The financial incentives offered by a recent US government programme for hospitals and clinicians to utilise home dialysis for end-stage kidney disease (ESKD) have not caused statistically significant changes in usage of the treatment. This is the conclusion of a study published by Yunan Ji (Georgetown University, Washington DC, USA) and colleagues to the JAMA Health Forum last month.
Estimates suggest that 85% of Medicare patients with ESKD are eligible for home dialysis, which is cheaper and equally or more effective than facility dialysis, but only 12.6% of those actually receive it. In an effort to increase this number to a target of 80%, the US Centre for Medicare and Medicaid Innovation (CMMI) employed a new payment incentive system, the End-Stage Renal Disease Treatment Choice (ETC) programme, to encourage clinicians to adopt home dialysis.
The ETC incentive system works through two methods.

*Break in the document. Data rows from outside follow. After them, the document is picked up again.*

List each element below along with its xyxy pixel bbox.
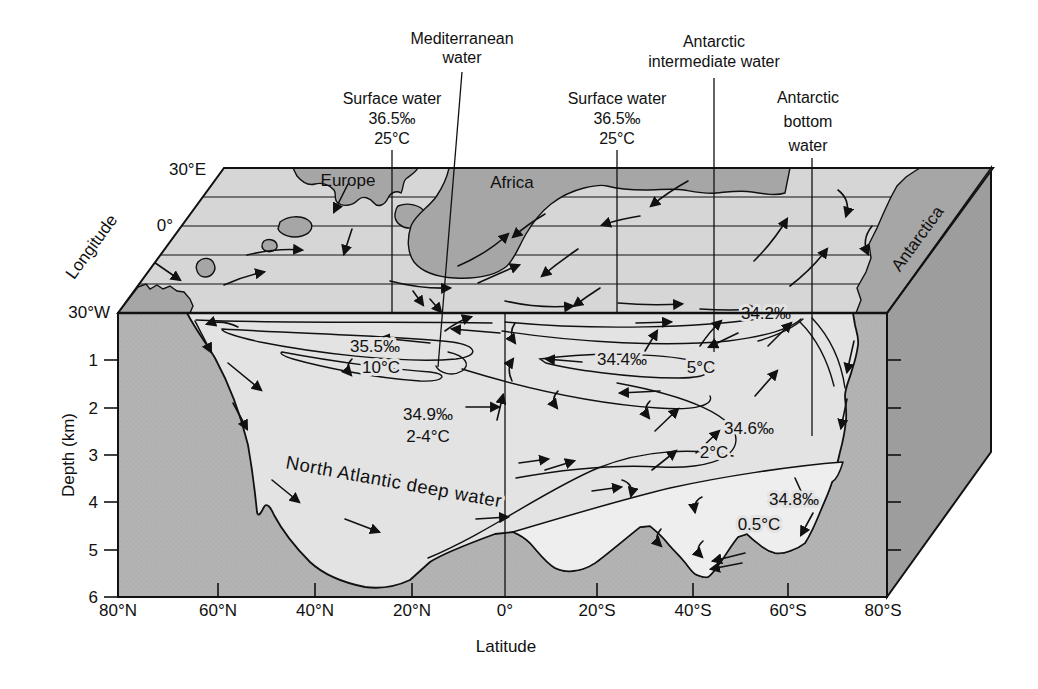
depth-tick-4: 4 — [89, 493, 98, 512]
central-water-temp-label: 10°C — [362, 358, 400, 377]
surface-water-right-label: Surface water — [568, 90, 667, 107]
lat-tick-0: 0° — [497, 601, 513, 620]
antarctic-intermediate-label-line2: intermediate water — [648, 53, 780, 70]
depth-tick-6: 6 — [89, 588, 98, 607]
surface-water-left-temp: 25°C — [374, 130, 410, 147]
lat-tick-20s: 20°S — [578, 601, 615, 620]
europe-label: Europe — [321, 171, 376, 190]
aabw-salinity-label: 34.8‰ — [769, 490, 819, 509]
lat-tick-60n: 60°N — [199, 601, 237, 620]
depth-tick-1: 1 — [89, 351, 98, 370]
island-britain — [278, 217, 312, 237]
lat-tick-20n: 20°N — [393, 601, 431, 620]
lat-tick-80n: 80°N — [99, 601, 137, 620]
surface-water-left-salinity: 36.5‰ — [368, 110, 415, 127]
antarctic-bottom-label-line1: Antarctic — [777, 89, 839, 106]
lat-tick-80s: 80°S — [864, 601, 901, 620]
antarctic-bottom-label-line2: bottom — [784, 113, 833, 130]
figure-canvas: Antarctica Europe Africa — [0, 0, 1038, 689]
cross-section-front-face: 35.5‰ 10°C 34.9‰ 2-4°C 34.4‰ 5°C 34.2‰ 3… — [118, 304, 887, 597]
africa-label: Africa — [490, 173, 534, 192]
mediterranean-water-label-line1: Mediterranean — [410, 30, 513, 47]
lon-tick-30e: 30°E — [169, 160, 206, 179]
latitude-axis-title: Latitude — [476, 637, 537, 656]
nadw-salinity-label: 34.9‰ — [403, 405, 453, 424]
surface-water-left-label: Surface water — [343, 90, 442, 107]
lat-tick-40n: 40°N — [296, 601, 334, 620]
map-top-face: Antarctica Europe Africa — [118, 168, 993, 313]
island-newfoundland — [196, 258, 214, 277]
aaiw-temp-label: 5°C — [687, 358, 716, 377]
depth-tick-2: 2 — [89, 399, 98, 418]
mediterranean-water-label-line2: water — [441, 49, 482, 66]
ocean-section-diagram: Antarctica Europe Africa — [0, 0, 1038, 689]
lat-tick-40s: 40°S — [674, 601, 711, 620]
lat-tick-60s: 60°S — [769, 601, 806, 620]
aabw-temp-label: 0.5°C — [738, 515, 781, 534]
lon-tick-30w: 30°W — [68, 303, 110, 322]
nadw-temp-label: 2-4°C — [406, 427, 450, 446]
antarctic-bottom-label-line3: water — [787, 137, 828, 154]
aaiw-salinity-label: 34.4‰ — [597, 350, 647, 369]
surface-water-right-temp: 25°C — [599, 130, 635, 147]
lon-tick-0: 0° — [157, 216, 173, 235]
circumpolar-salinity-label: 34.6‰ — [724, 419, 774, 438]
central-water-salinity-label: 35.5‰ — [350, 337, 400, 356]
circumpolar-temp-label: 2°C — [700, 443, 729, 462]
surface-water-right-salinity: 36.5‰ — [593, 110, 640, 127]
depth-axis-title: Depth (km) — [59, 413, 78, 497]
antarctic-intermediate-label-line1: Antarctic — [683, 33, 745, 50]
depth-tick-3: 3 — [89, 446, 98, 465]
depth-tick-5: 5 — [89, 541, 98, 560]
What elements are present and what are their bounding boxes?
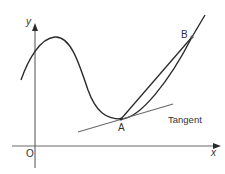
tangent-line	[78, 104, 173, 132]
tangent-label: Tangent	[168, 114, 202, 125]
curve	[21, 15, 205, 119]
y-axis-arrow-icon	[32, 23, 38, 31]
origin-label: O	[26, 148, 34, 159]
point-b-label: B	[181, 29, 188, 40]
tangent-diagram: y O x A B Tangent	[0, 0, 225, 174]
y-axis-label: y	[25, 16, 32, 27]
chord-ab	[121, 37, 192, 119]
axes	[12, 23, 221, 168]
point-b	[190, 35, 193, 38]
point-a	[119, 117, 122, 120]
x-axis-label: x	[210, 147, 217, 158]
point-a-label: A	[118, 122, 125, 133]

The first increases the reimbursement rate for home dialysis in the first three years of the programme, while the other increases or decreases the rate for home and facility treatment based on the rate of home dialysis and treatment. The authors of the study followed the ETC specifications with some minor adjustments to eligibility criteria.
Researchers examined the statistics from 302 hospital referral regions (HRRs) in the USA, including 91 randomised to the treatment group where financial incentives were implemented and 211 to a control group where they were not. The primary outcome was the percentage of patients receiving dialysis at home in their first 90 days of treatment.

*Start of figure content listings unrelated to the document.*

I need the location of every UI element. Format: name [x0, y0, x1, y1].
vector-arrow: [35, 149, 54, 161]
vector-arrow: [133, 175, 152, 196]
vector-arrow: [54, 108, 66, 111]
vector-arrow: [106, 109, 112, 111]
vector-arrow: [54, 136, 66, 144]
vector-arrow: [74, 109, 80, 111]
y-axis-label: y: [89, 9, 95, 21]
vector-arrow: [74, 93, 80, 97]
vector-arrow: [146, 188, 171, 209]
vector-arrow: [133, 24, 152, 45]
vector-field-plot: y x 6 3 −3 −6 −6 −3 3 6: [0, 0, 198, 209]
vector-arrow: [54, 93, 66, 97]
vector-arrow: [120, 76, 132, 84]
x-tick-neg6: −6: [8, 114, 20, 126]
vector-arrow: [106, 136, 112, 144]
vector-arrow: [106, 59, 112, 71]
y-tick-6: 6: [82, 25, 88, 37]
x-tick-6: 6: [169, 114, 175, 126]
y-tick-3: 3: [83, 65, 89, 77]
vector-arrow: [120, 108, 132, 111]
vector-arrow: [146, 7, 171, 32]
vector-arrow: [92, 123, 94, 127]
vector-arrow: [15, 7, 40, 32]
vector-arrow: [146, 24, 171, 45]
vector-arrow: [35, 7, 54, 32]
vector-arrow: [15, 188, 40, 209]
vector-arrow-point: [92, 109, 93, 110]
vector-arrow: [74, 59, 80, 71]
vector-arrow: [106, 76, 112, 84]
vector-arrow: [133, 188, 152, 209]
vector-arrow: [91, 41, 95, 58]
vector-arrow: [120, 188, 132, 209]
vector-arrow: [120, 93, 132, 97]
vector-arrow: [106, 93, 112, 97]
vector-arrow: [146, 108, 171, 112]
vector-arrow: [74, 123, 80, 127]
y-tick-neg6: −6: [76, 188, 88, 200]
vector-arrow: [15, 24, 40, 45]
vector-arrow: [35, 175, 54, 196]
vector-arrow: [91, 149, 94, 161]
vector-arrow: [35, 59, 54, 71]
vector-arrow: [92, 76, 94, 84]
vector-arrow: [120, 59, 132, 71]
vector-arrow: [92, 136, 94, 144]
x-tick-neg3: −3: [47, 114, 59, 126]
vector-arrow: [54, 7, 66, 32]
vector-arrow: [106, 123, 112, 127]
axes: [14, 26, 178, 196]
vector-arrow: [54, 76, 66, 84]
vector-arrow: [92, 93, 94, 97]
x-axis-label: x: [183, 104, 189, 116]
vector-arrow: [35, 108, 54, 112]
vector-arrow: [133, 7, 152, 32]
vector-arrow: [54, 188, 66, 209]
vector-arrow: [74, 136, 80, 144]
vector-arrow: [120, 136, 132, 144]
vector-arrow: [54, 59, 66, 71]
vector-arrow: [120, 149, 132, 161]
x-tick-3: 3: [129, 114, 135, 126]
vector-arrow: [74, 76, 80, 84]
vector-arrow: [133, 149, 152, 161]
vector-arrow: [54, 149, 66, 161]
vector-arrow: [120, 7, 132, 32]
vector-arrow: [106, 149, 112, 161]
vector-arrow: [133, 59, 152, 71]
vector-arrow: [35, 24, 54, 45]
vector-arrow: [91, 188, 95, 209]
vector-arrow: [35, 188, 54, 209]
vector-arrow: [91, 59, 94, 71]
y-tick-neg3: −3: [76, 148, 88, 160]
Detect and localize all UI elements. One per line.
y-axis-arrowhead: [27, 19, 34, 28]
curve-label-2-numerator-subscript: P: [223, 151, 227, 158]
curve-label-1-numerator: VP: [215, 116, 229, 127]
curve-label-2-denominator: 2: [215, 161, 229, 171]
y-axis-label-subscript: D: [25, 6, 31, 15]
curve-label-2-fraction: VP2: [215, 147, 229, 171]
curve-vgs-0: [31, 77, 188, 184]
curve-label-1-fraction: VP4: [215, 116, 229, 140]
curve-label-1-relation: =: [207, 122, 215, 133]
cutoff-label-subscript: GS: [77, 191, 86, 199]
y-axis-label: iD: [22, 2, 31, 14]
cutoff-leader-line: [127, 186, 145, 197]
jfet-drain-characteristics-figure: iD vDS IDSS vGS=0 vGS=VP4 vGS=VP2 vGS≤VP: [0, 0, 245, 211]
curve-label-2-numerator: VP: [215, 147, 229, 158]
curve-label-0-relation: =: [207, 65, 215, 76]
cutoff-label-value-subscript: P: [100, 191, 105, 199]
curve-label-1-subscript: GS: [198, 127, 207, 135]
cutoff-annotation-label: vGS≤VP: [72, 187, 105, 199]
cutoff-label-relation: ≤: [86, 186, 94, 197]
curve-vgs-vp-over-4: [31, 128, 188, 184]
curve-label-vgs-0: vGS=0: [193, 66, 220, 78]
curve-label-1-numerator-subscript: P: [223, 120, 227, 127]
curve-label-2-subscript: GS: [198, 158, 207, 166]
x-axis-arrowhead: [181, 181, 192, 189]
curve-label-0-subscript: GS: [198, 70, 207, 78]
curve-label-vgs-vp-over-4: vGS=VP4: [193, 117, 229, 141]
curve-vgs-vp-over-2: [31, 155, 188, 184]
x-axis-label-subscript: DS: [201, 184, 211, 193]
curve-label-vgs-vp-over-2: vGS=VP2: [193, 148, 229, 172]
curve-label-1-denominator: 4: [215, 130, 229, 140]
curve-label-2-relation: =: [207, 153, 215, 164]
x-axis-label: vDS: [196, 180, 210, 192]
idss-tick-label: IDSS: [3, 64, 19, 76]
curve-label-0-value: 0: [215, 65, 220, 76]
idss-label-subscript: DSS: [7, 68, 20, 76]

The study’s analysis found no meaningful difference in rates of home dialysis after those first 90 days between the two groups. The control HRRs saw a rate of 20.60% while the treatment group saw one of 20.72%. This lack of difference led the study authors to suggest that larger financial incentives may have been required to deliver a significantly higher uptake of home dialysis treatment. It was noted that the 90-day period examined by the study limited it from assessing the effect of larger incentives, which were implemented in later years of the programme.

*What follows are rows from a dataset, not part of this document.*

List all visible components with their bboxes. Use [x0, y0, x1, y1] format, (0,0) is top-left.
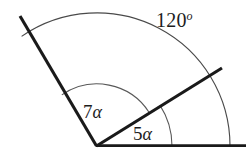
angle-label-7-alpha: 7α: [83, 102, 102, 121]
angle-diagram: 120o 7α 5α: [0, 0, 251, 151]
alpha-symbol-icon: α: [93, 102, 102, 122]
alpha-symbol-icon: α: [143, 124, 152, 144]
small-arc-5alpha: [160, 105, 172, 146]
angle-label-5-alpha: 5α: [133, 124, 152, 143]
degree-symbol-icon: o: [187, 9, 193, 23]
angle-label-120-value: 120: [156, 9, 187, 31]
angle-label-7-alpha-coefficient: 7: [83, 101, 93, 122]
angle-label-5-alpha-coefficient: 5: [133, 123, 143, 144]
angle-label-120-degrees: 120o: [156, 10, 193, 30]
diagram-canvas: [0, 0, 251, 151]
middle-ray: [97, 68, 223, 146]
upper-left-ray: [20, 16, 97, 146]
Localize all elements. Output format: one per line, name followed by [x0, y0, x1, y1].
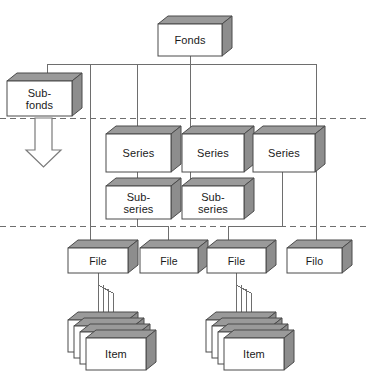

An editorial on the study led by Sri Lekha Tummalapalli (Cornell University, New York, USA) suggested that lack of increase in home treatment rates may be a result of the fact that “care redesign to shift dialysis into the home is complex and time-consuming,” while “many frontline nephrologists may still be unaware of the ETC model.” Future studies, he said, should also account for the fact that “randomised payment models operate pragmatically in real-world settings that are not fully controlled.” The CMMI is implementing the new Kidney Care Choices payment model in 2022.